Right Attitudes

Inspirational Quotations #925

We have, as human beings, a storytelling problem. We’re a bit too quick to come up with explanations for things we don’t really have an explanation for.
Malcolm Gladwell (Canadian Journalist, Author)

Fullness of knowledge always and necessarily means some understanding of the depths of our ignorance, and that is always conducive to both humility and reverence.
Robert Andrews Millikan (American Physicist)

God has so made the mind of man that a peculiar deliciousness resides in the fruits of personal industry.
William Wilberforce (English Social Reformer)

What you lose as you age is witnesses, the ones that watched from early on and cared, like your own little grandstand.
John Updike (American Author)

Go on—but don’t think you can kill my confidence. I’ve had experts doing it for years.
John Osborne (English Playwright, Actor)

The one predominant duty is to find one’s work and do it.
Charlotte Perkins Gilman (American Feminist, Writer)

Self esteem is the reputation we acquire with ourselves.
Nathaniel Branden (American Psychotherapist)

So great is the effect of cleanliness upon man, that it extends even to his moral character.—Virtue never dwelt long with filth; nor do I believe there ever was a person scrupulously attentive to cleanliness who was a consummate villain.
Benjamin Thompson (American-British Scientist)

An “unemployed” existence is a worse negation of life than death itself.
Jose Ortega y. Gasset (Spanish Philosopher)

Persecution was at least a sign of personal interest. Tolerance is composed of nine parts of apathy to one of brotherly love.
Frank Moore Colby (American Writer, Editor)

Persevering mediocrity is much more respectable, and unspeakably more useful, than talented inconstancy.
James Hamilton (Scottish Protestant Minister)

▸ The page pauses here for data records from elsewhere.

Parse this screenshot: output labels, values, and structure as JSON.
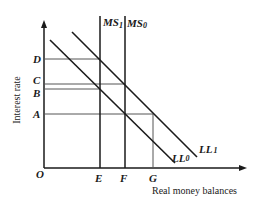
{
  "diagram": {
    "y_axis_label": "Interest rate",
    "x_axis_label": "Real money balances",
    "origin_label": "O",
    "y_ticks": [
      {
        "label": "D",
        "y": 59
      },
      {
        "label": "C",
        "y": 84
      },
      {
        "label": "B",
        "y": 89
      },
      {
        "label": "A",
        "y": 114
      }
    ],
    "x_ticks": [
      {
        "label": "E",
        "x": 100
      },
      {
        "label": "F",
        "x": 125
      },
      {
        "label": "G",
        "x": 153
      }
    ],
    "curves": {
      "ms1": {
        "label": "MS",
        "sub": "1"
      },
      "ms0": {
        "label": "MS",
        "sub": "0"
      },
      "ll0": {
        "label": "LL",
        "sub": "0"
      },
      "ll1": {
        "label": "LL",
        "sub": "1"
      }
    },
    "colors": {
      "line": "#1a1a1a",
      "guide": "#555555"
    }
  }
}
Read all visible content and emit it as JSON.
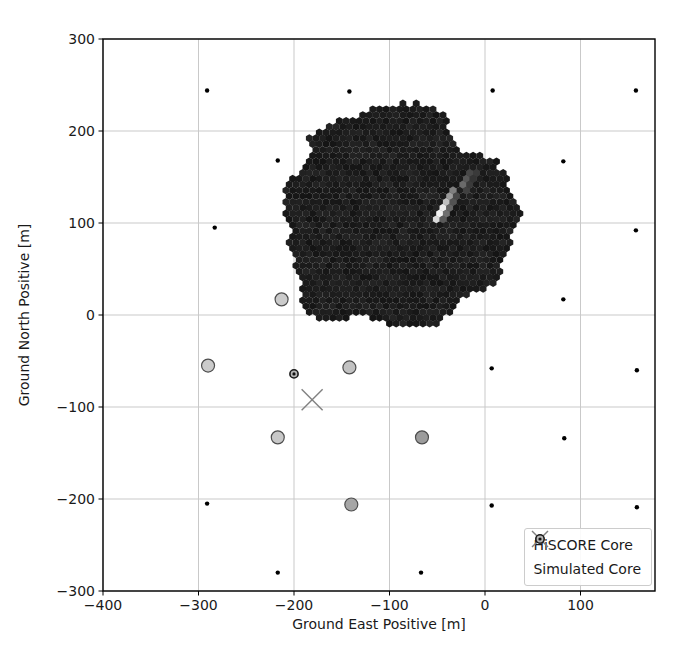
{
  "figure": {
    "width": 686,
    "height": 659,
    "background": "#ffffff"
  },
  "legend": {
    "items": [
      {
        "label": "HiSCORE Core",
        "marker": "x-marker",
        "color": "#808080"
      },
      {
        "label": "Simulated Core",
        "marker": "ring-dot-marker",
        "edge_color": "#1a1a1a",
        "fill": "#b5b5b5"
      }
    ]
  },
  "chart_data": {
    "type": "scatter",
    "title": "",
    "xlabel": "Ground East Positive [m]",
    "ylabel": "Ground North Positive [m]",
    "xlim": [
      -400,
      178
    ],
    "ylim": [
      -300,
      300
    ],
    "xticks": [
      -400,
      -300,
      -200,
      -100,
      0,
      100
    ],
    "yticks": [
      300,
      200,
      100,
      0,
      -100,
      -200,
      -300
    ],
    "grid": true,
    "grid_color": "#c9c9c9",
    "border_color": "#000000",
    "legend_position": "lower right",
    "series": [
      {
        "name": "array-stations",
        "marker": "point",
        "color": "#000000",
        "size_px": 4.4,
        "points": [
          [
            -291,
            244
          ],
          [
            -142,
            243
          ],
          [
            8,
            244
          ],
          [
            158,
            244
          ],
          [
            -217,
            168
          ],
          [
            82,
            167
          ],
          [
            -283,
            95
          ],
          [
            158,
            92
          ],
          [
            82,
            17
          ],
          [
            7,
            -58
          ],
          [
            159,
            -60
          ],
          [
            83,
            -134
          ],
          [
            -291,
            -205
          ],
          [
            7,
            -207
          ],
          [
            159,
            -209
          ],
          [
            -217,
            -280
          ],
          [
            -67,
            -280
          ]
        ]
      },
      {
        "name": "triggered-stations",
        "marker": "circle",
        "edge_color": "#4d4d4d",
        "size_px": 13,
        "points": [
          {
            "x": -213,
            "y": 17,
            "fill": "#cbcbcb"
          },
          {
            "x": -290,
            "y": -55,
            "fill": "#cbcbcb"
          },
          {
            "x": -142,
            "y": -57,
            "fill": "#c2c2c2"
          },
          {
            "x": -217,
            "y": -133,
            "fill": "#c8c8c8"
          },
          {
            "x": -66,
            "y": -133,
            "fill": "#9c9c9c"
          },
          {
            "x": -140,
            "y": -206,
            "fill": "#a6a6a6"
          }
        ]
      },
      {
        "name": "shower-footprint",
        "marker": "hex-cluster",
        "center": [
          -93,
          104
        ],
        "radius_m": 120,
        "hex_pitch_m": 7,
        "base_gray": 20,
        "gray_jitter": 16,
        "lumpiness": [
          [
            3,
            0.05,
            0.9
          ],
          [
            5,
            0.045,
            2.2
          ],
          [
            7,
            0.04,
            4.4
          ],
          [
            11,
            0.025,
            1.6
          ]
        ]
      },
      {
        "name": "shower-axis-streak",
        "marker": "hex",
        "points": [
          {
            "x": -53,
            "y": 101,
            "fill": "#d9d9d9"
          },
          {
            "x": -49,
            "y": 109,
            "fill": "#f2f2f2"
          },
          {
            "x": -45,
            "y": 117,
            "fill": "#ececec"
          },
          {
            "x": -41,
            "y": 124,
            "fill": "#bfbfbf"
          },
          {
            "x": -36,
            "y": 130,
            "fill": "#9b9b9b"
          },
          {
            "x": -31,
            "y": 136,
            "fill": "#7f7f7f"
          },
          {
            "x": -26,
            "y": 141,
            "fill": "#6a6a6a"
          },
          {
            "x": -21,
            "y": 147,
            "fill": "#575757"
          },
          {
            "x": -16,
            "y": 152,
            "fill": "#474747"
          },
          {
            "x": -11,
            "y": 157,
            "fill": "#3a3a3a"
          },
          {
            "x": -47,
            "y": 104,
            "fill": "#5a5a5a"
          },
          {
            "x": -43,
            "y": 111,
            "fill": "#6f6f6f"
          },
          {
            "x": -38,
            "y": 118,
            "fill": "#636363"
          },
          {
            "x": -33,
            "y": 124,
            "fill": "#525252"
          },
          {
            "x": -28,
            "y": 130,
            "fill": "#484848"
          },
          {
            "x": -23,
            "y": 136,
            "fill": "#404040"
          },
          {
            "x": -18,
            "y": 141,
            "fill": "#3a3a3a"
          },
          {
            "x": -13,
            "y": 147,
            "fill": "#343434"
          }
        ]
      },
      {
        "name": "hiscore-core",
        "marker": "x",
        "color": "#808080",
        "size_px": 21,
        "points": [
          [
            -181,
            -92
          ]
        ]
      },
      {
        "name": "simulated-core",
        "marker": "ring-dot",
        "edge_color": "#1a1a1a",
        "fill": "#b5b5b5",
        "dot_color": "#111111",
        "size_px": 9,
        "points": [
          [
            -200,
            -64
          ]
        ]
      }
    ]
  }
}
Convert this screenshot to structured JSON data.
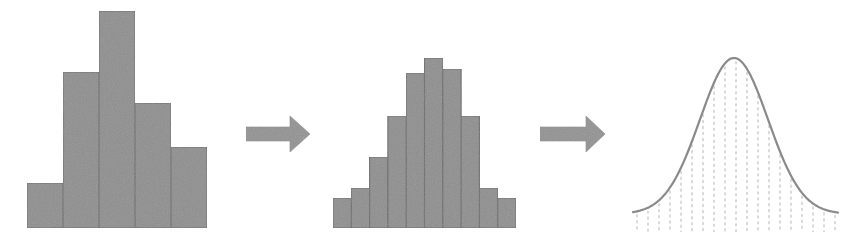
{
  "diagram": {
    "colors": {
      "bar_fill": "#8f8f8f",
      "bar_stroke": "#6e6e6e",
      "arrow_fill": "#939393",
      "curve_stroke": "#8a8a8a",
      "dash_stroke": "#b4b4b4",
      "background": "#ffffff"
    },
    "panels": [
      {
        "id": "coarse-histogram",
        "type": "histogram",
        "bins": 5,
        "x_start": 27,
        "bin_width": 36,
        "baseline": 228,
        "bar_tops": [
          183,
          72,
          11,
          103,
          147
        ]
      },
      {
        "id": "arrow-1",
        "type": "arrow",
        "direction": "right",
        "shaft": {
          "x1": 246,
          "x2": 291,
          "y1": 127,
          "y2": 141
        },
        "head": {
          "x_base": 290,
          "x_tip": 310,
          "y_top": 116,
          "y_bottom": 152
        }
      },
      {
        "id": "fine-histogram",
        "type": "histogram",
        "bins": 10,
        "x_start": 333,
        "bin_width": 18.3,
        "baseline": 228,
        "bar_tops": [
          198,
          188,
          157,
          116,
          73,
          58,
          69,
          116,
          188,
          198
        ]
      },
      {
        "id": "arrow-2",
        "type": "arrow",
        "direction": "right",
        "shaft": {
          "x1": 540,
          "x2": 587,
          "y1": 127,
          "y2": 141
        },
        "head": {
          "x_base": 586,
          "x_tip": 605,
          "y_top": 116,
          "y_bottom": 152
        }
      },
      {
        "id": "normal-curve",
        "type": "bell-curve",
        "x_start": 633,
        "x_end": 838,
        "center_x": 734,
        "peak_y": 58,
        "tail_y": 214,
        "sigma_px": 34,
        "dashed_lines": {
          "count": 19,
          "x_start": 637,
          "spacing": 11,
          "bottom_y": 232
        }
      }
    ]
  }
}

You will never change your life until you change something you do daily. The secret of your success is found in your daily routine.
Darren Hardy (American Author)

Human memory is a marvelous but fallacious instrument. The memories which lie within us are not carved in stone; not only do they tend to become erased as the years go by, but often they change, or even increase by incorporating extraneous features.
Primo Levi (Italian Novelist, Poet)

The criterion of simplicity requires that the minimum number of assumptions be postulated.